There is currently a competition among a strange strain of humans who dispense insult as salt to elders. Their beaks have no break; their woodpecker attacks every wood that won’t cook for their lord. You all know their victims, I won’t name them here. I excuse the non-Yoruba among the insolent; it is possible that elders are nudged with kicks in their own clime. But where I belong, the grey-haired is egg; he is held with care and reverence. His glare is not ours to reply. If an elder is decidedly bad, an older elder handles his case. The head of the young is too fragile to butt the bad of the elderly. I read the attackers daily; they churn out words heavier than their mouths. They abuse Yoruba elders, yet they claim to be champions of the Yoruba cause in 2023 Nigeria. Some of them are journalists, others social commentators. I read them and shiver.
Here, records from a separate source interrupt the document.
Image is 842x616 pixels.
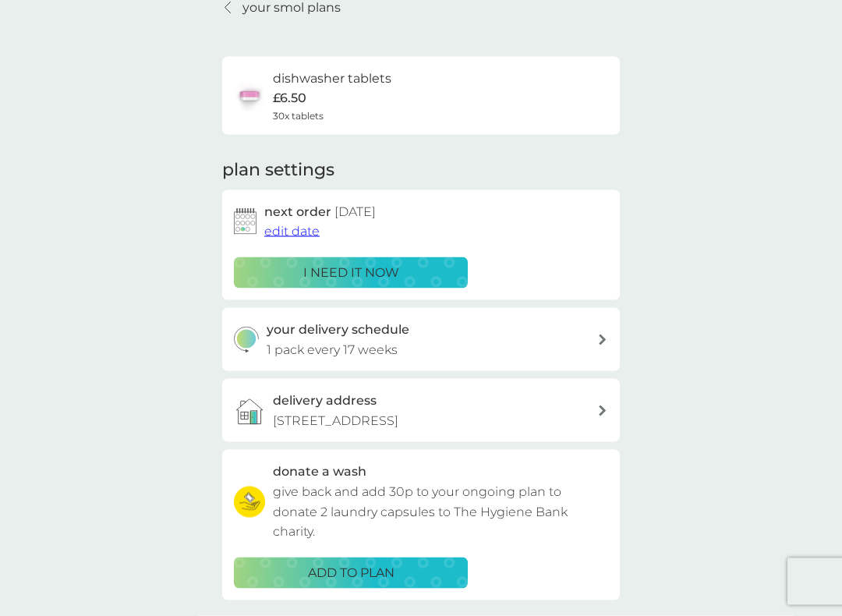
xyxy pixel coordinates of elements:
[264,224,320,238] span: edit date
[334,204,376,219] span: [DATE]
[222,308,620,371] button: your delivery schedule1 pack every 17 weeks
[273,482,608,542] p: give back and add 30p to your ongoing plan to donate 2 laundry capsules to The Hygiene Bank charity.
[308,563,395,583] p: ADD TO PLAN
[267,320,409,340] h3: your delivery schedule
[273,461,366,482] h3: donate a wash
[264,202,376,222] h2: next order
[273,68,391,89] h6: dishwasher tablets
[273,88,307,108] p: £6.50
[222,159,334,182] h2: plan settings
[222,379,620,442] a: delivery address[STREET_ADDRESS]
[264,221,320,242] button: edit date
[233,557,468,588] button: ADD TO PLAN
[273,411,399,431] p: [STREET_ADDRESS]
[233,257,468,289] button: i need it now
[273,391,377,411] h3: delivery address
[267,340,398,360] p: 1 pack every 17 weeks
[303,263,399,283] p: i need it now
[233,81,265,111] img: dishwasher tablets
[273,108,324,123] span: 30x tablets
Should a man, because of an ambition that is not his, turn himself to a community dog, eat every poo and bark at whoever he is fed to attack? Read the Beier story above again. Stamping on the toes of elders is weightier than blinding the eyes of the earth. The warrior’s horse falls in battle because it does not know how to say no to every spur.  May my mouth not ruin my head like Ìwòfà Àlàbá who ran his tongue loosely on everything about everything.
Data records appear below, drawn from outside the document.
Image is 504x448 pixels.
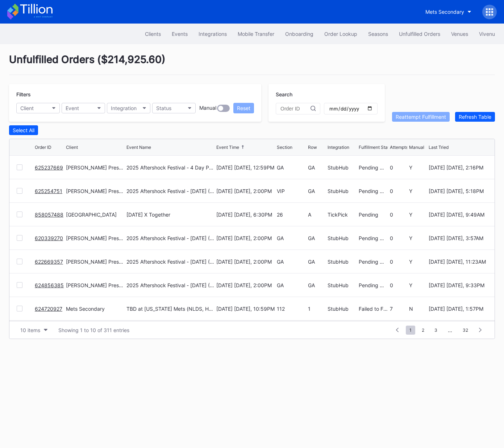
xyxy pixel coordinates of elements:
div: [GEOGRAPHIC_DATA] [66,211,125,217]
div: Y [409,188,427,194]
span: 2 [418,326,428,335]
button: Vivenu [473,27,500,41]
div: Manual [199,105,216,112]
button: Clients [140,27,166,41]
div: 2025 Aftershock Festival - [DATE] (Blink 182, Good Charlotte, All Time Low, All American Rejects) [126,188,214,194]
div: N [409,306,427,312]
button: Client [16,103,60,113]
div: 0 [390,211,407,217]
div: Reset [237,105,250,111]
div: Unfulfilled Orders [399,31,440,37]
button: Seasons [363,27,393,41]
div: Event Time [216,145,239,150]
div: Row [308,145,317,150]
button: Onboarding [280,27,319,41]
div: [DATE] [DATE], 9:49AM [428,211,487,217]
div: [DATE] [DATE], 6:30PM [216,211,275,217]
div: Attempts [390,145,408,150]
div: Events [172,31,188,37]
div: Last Tried [428,145,448,150]
span: 3 [431,326,441,335]
div: Integration [111,105,137,111]
div: Seasons [368,31,388,37]
div: 10 items [20,327,40,333]
div: [PERSON_NAME] Presents Secondary [66,235,125,241]
a: Unfulfilled Orders [393,27,446,41]
button: Integration [107,103,150,113]
button: Order Lookup [319,27,363,41]
div: StubHub [328,188,357,194]
div: Clients [145,31,161,37]
div: [DATE] [DATE], 2:16PM [428,164,487,171]
div: 2025 Aftershock Festival - [DATE] (Korn, [GEOGRAPHIC_DATA], Gojira, Three Days Grace) [126,259,214,265]
div: [DATE] [DATE], 12:59PM [216,164,275,171]
button: Refresh Table [455,112,495,122]
div: [DATE] [DATE], 10:59PM [216,306,275,312]
div: Pending Manual [358,282,388,288]
div: 1 [308,306,326,312]
div: Pending Manual [358,164,388,171]
div: TickPick [328,211,357,217]
button: Events [166,27,193,41]
div: VIP [277,188,306,194]
a: 625237669 [35,164,63,171]
a: 622669357 [35,259,63,265]
div: [DATE] [DATE], 1:57PM [428,306,487,312]
input: Order ID [280,106,310,112]
div: GA [308,259,326,265]
div: [PERSON_NAME] Presents Secondary [66,282,125,288]
div: Integration [328,145,349,150]
div: Mobile Transfer [238,31,274,37]
div: Y [409,235,427,241]
div: GA [277,164,306,171]
div: StubHub [328,235,357,241]
div: Pending Manual [358,259,388,265]
div: 0 [390,282,407,288]
a: 624856385 [35,282,64,288]
div: 0 [390,259,407,265]
div: Y [409,282,427,288]
div: Unfulfilled Orders ( $214,925.60 ) [9,53,495,75]
button: 10 items [17,325,51,335]
div: Showing 1 to 10 of 311 entries [58,327,129,333]
div: Client [20,105,34,111]
button: Status [152,103,196,113]
button: Venues [446,27,473,41]
div: Select All [13,127,35,133]
div: Reattempt Fulfillment [396,114,446,120]
a: 625254751 [35,188,63,194]
div: 7 [390,306,407,312]
div: Mets Secondary [425,9,464,15]
div: [PERSON_NAME] Presents Secondary [66,164,125,171]
div: Client [66,145,78,150]
div: GA [277,282,306,288]
div: 2025 Aftershock Festival - [DATE] (Korn, [GEOGRAPHIC_DATA], Gojira, Three Days Grace) [126,235,214,241]
div: 2025 Aftershock Festival - 4 Day Pass (10/2 - 10/5) (Blink 182, Deftones, Korn, Bring Me The Hori... [126,164,214,171]
div: TBD at [US_STATE] Mets (NLDS, Home Game 1) (If Necessary) (Date TBD) CANCELLED [126,306,214,312]
div: StubHub [328,282,357,288]
div: Integrations [198,31,227,37]
div: [DATE] [DATE], 9:33PM [428,282,487,288]
div: [PERSON_NAME] Presents Secondary [66,259,125,265]
div: Mets Secondary [66,306,125,312]
div: 0 [390,188,407,194]
div: [DATE] [DATE], 2:00PM [216,188,275,194]
div: GA [308,188,326,194]
div: 2025 Aftershock Festival - [DATE] (Bring Me The Horizon, [PERSON_NAME], [PERSON_NAME], [PERSON_NA... [126,282,214,288]
button: Reattempt Fulfillment [392,112,449,122]
div: GA [277,259,306,265]
button: Integrations [193,27,232,41]
div: GA [277,235,306,241]
div: Vivenu [479,31,495,37]
div: [DATE] [DATE], 11:23AM [428,259,487,265]
div: Y [409,211,427,217]
div: 112 [277,306,306,312]
div: Y [409,164,427,171]
div: Search [276,91,378,98]
div: Fulfillment Status [358,145,394,150]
We cannot, because of an election, lose our beautiful teeth and the laughter we inherited with them. The foundation of Ile Ife was built on the hardcore wisdom of the old and the nimble intelligence of the young. You remember Fela’s Àlùjanjankíjan? Because the world thinks it is wiser than its past, it says all mothers of the land are evil because they do not sing the song of the moment. They must die – and they, all of them, except one – are actually put to death by their own children. Of all the rascally young, only Dog has the wisdom of hiding his own mother in heaven. And it is from the heights of that youngster’s insight that the world is saved from the perils of a devastating famine. And that situation is coming now that senicide has become the pastime of the ambitious. Who will clothe the Yoruba when the Nigerian harmattan lands with its coldblooded dryness? Lanrewaju Adepoju of ewì fame asked that question 36 years ago in his record ‘Iku Awolowo.’ A scramble for duvet may happen very soon.